Readers, bewildered by campaign complexities and uneasy about getting duped by undeliverable promises, have been asking for a concise summary. So here’s mine for what it’s worth. You can boil the general election down to three critical national questions;
- Who is best to renegotiate the bailout deal?
- How do we bridge the remaining €10 bn deficit- tax or spending cuts?
- Who is least likely to make a pigs breakfast of it?
Who is Best to Renegotiate?
With the exception of Sinn Fein, all parties are in favour of a renegotiated deal – even if Gilmore’s unwise bravado masks it for Labour. Sinn Fein on the other hand has a novel idea, much like Jim Jones had with The People’s Temple. See below.
How the hell do we get out of this hole fastest?
That depends on who is first prepared to swallow the political poison of shrinking the State to fit the undersized economy. Nobody wants to admit that, just like in Russian Roulette where you eventually blow out your brains, you cannot dig your way out of a deficit hole by jacking up tax on consumers without ruining the economy. It’s really simple. Every Euro we fail to trim off optional spending must be recovered from consumers in increased taxes. More taxes, whether a super income tax rate, site tax or water tax, means digging the hole deeper – yet all parties are committing to do so. Better to keep rolling the barrel and then blame the messy outcome on the Huns and Frogs or on conspiracies. People love conspiracies. Just ask Elvis.
Who is least likely to make a pigs breakfast of it?
You can’t trust any political party gripped by election fever to do what its promises - but some are clearly better positioned, less compromised by ideology, less captive to vested interests and less certain of being in opposition from where you can safely promise just about anything - eternal life, a six pack tummy, a new bum.
Promise to give back the bailout money and go it alone for a year. No plan to deal with the subsequent bank collapse, ATM closure and food riots. Sinn Fein also want lots of cash from non-supporters from all their investment assets - including collapsed property values and bank shares. Well, at least it’s daylight robbery.
Want to write up an entirely new deal with EU members to stretch out the Irish depression to 2016 by borrowing €5 billion more and imposing higher income taxes on nervous spenders with incomes just over TD levels. Eamon Gilmore reckons he’ll convince the IMF/EU/ECB with the argument he failed to sell to TV3 viewers Tuesday night.
Promise to continue with the existing strategy and protect its legacy by proving it works. Relies more on spending cuts and less on taxes for the remaining €10 billion. So far Fianna Fail mostly raised taxes. Also plans innovative Dail reform but its radicalism appears to be a function of the distance from its next time in office.
Promises no more income tax increases unless a recovering economy can bear it. Remaining deficit to be closed on a ratio of €2 cuts to €1 taxes. Relying on exploiting shifts it believes are opening in the EU to renegotiate. Has a strategy to regenerate and redirect semi-states in energy, water and broadband by getting State owned companies to borrow for expansion.
Doesn’t matter. Not enough are likely to be elected to make any difference.
Depends on whether a late Fine Gael surge edges it towards a single party government. Then, new independent TDs with business, economic and finance competencies like Ross and Summerville will be pivotal.
Any late Game Changers?
Funny you should ask that. Another €870 million needs to be added to the gap we are required to close in the annual deficit, if Alan Dukes is to be believed. That's the interest repayment at 5.8% on his estimate of the additional capital requirement of €15 billion to shore up even greater toxic loans losses than had been previously calculated by the experts.
The Department of Finance hotly disagrees -small wonder given the resounding criticism of its propensity to continuously underestimate bank loses. Thing is, without access to the underlying data we simply don't know who is right but what's odd is that the Anglo Irish Bank public interest director has chosen to issue the data publicly. If Dukes is correct this is a game changer in the renegotiation of the bailout fund, driving the total debt beyond the point even the most ardent German right winger can expect us to service. It also dramatically alters the political debate by questioning the relevance of the four year plan to get the deficit down to 3% of GDP.
There isn’t any doubt but Ireland cannot carry the debt burden without buckling and defaulting. The excess debt we cannot carry will have to be moved to a common E-Bond supported by all Eurozone Governments and bondholders must be forced to whistle for their guarantee. That’s a job for skilled diplomats like Pat Cox and John Bruton with tons of European experience and not table thumpers- IMHO.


About this exercise: Restate each record below word for word, skipping images.

Dataset records:
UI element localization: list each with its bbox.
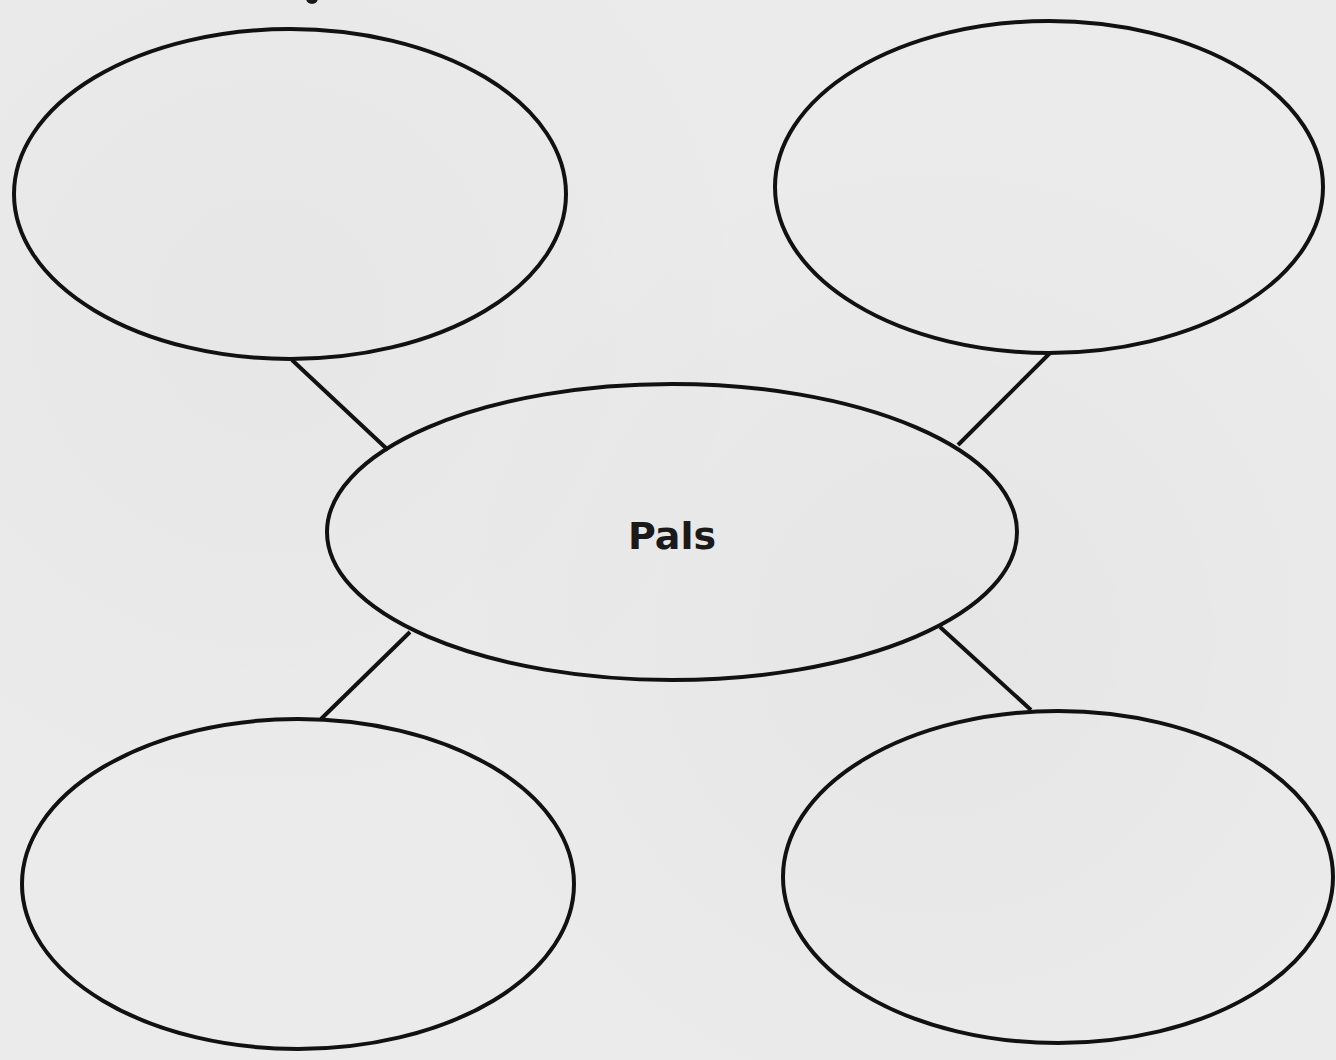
ellipse-bottom-left [22,719,574,1049]
connector-line-top-left [292,360,388,450]
ellipse-top-left [14,29,566,359]
connector-line-bottom-right [940,627,1031,710]
ellipse-top-right [775,21,1323,353]
connector-line-top-right [958,353,1050,445]
connector-line-bottom-left [321,632,410,719]
ellipse-bottom-right [783,711,1333,1043]
center-node-label: Pals [572,508,772,564]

Answer box:
UI element localization: list each with its bbox.
ellipse-bottom-left [22,719,574,1049]
connector-line-top-left [292,360,388,450]
ellipse-top-left [14,29,566,359]
connector-line-bottom-right [940,627,1031,710]
ellipse-top-right [775,21,1323,353]
connector-line-top-right [958,353,1050,445]
connector-line-bottom-left [321,632,410,719]
ellipse-bottom-right [783,711,1333,1043]
center-node-label: Pals [572,508,772,564]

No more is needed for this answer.